DCLGApr 28, 2022

Predicting batch queue job wait times for informed scheduling of urgent HPC workloads

arXiv:2204.13543v119 citationsh-index: 12
Originality Incremental advance
AI Analysis

This work addresses the challenge of scheduling urgent HPC workloads for disaster response, though it is incremental as it applies machine learning to an existing bottleneck.

The paper tackles the problem of predicting job wait times in HPC batch queues to schedule urgent workloads, achieving predictions within one minute of actual start times for 65-76% of jobs and showing 3.8 to 18 times better accuracy than Slurm.

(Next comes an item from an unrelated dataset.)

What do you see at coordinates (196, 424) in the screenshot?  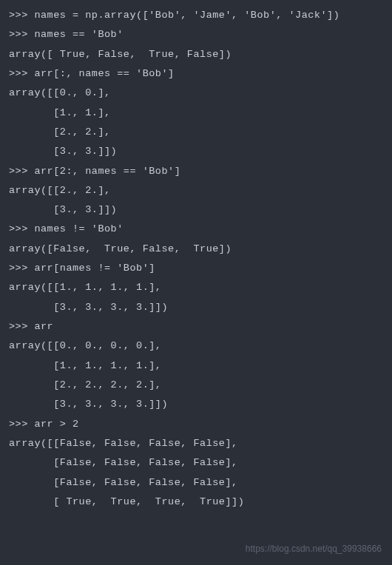 I see `code-line: >>> arr > 2` at bounding box center [196, 424].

There is increasing interest in the use of HPC machines for urgent workloads to help tackle disasters as they unfold. Whilst batch queue systems are not ideal in supporting such workloads, many disadvantages can be worked around by accurately predicting when a waiting job will start to run. However there are numerous challenges in achieving such a prediction with high accuracy, not least because the queue's state can change rapidly and depend upon many factors. In this work we explore a novel machine learning approach for predicting queue wait times, hypothesising that such a model can capture the complex behaviour resulting from the queue policy and other interactions to generate accurate job start times. For ARCHER2 (HPE Cray EX), Cirrus (HPE 8600) and 4-cabinet (HPE Cray EX) we explore how different machine learning approaches and techniques improve the accuracy of our predictions, comparing against the estimation generated by Slurm. We demonstrate that our techniques deliver the most accurate predictions across our machines of interest, with the result of this work being the ability to predict job start times within one minute of the actual start time for around 65\% of jobs on ARCHER2 and 4-cabinet, and 76\% of jobs on Cirrus. When compared against what Slurm can deliver, this represents around 3.8 times better accuracy on ARCHER2 and 18 times better for Cirrus. Furthermore our approach can accurately predicting the start time for three quarters of all job within ten minutes of the actual start time on ARCHER2 and 4-cabinet, and for 90\% of jobs on Cirrus. Whilst the driver of this work has been to better facilitate placement of urgent workloads across HPC machines, the insights gained can be used to provide wider benefits to users and also enrich existing batch queue systems and inform policy too.

Foundations

The foundational work for this paper's niche, ranked by how specifically the neighbourhood builds on it — not by global fame.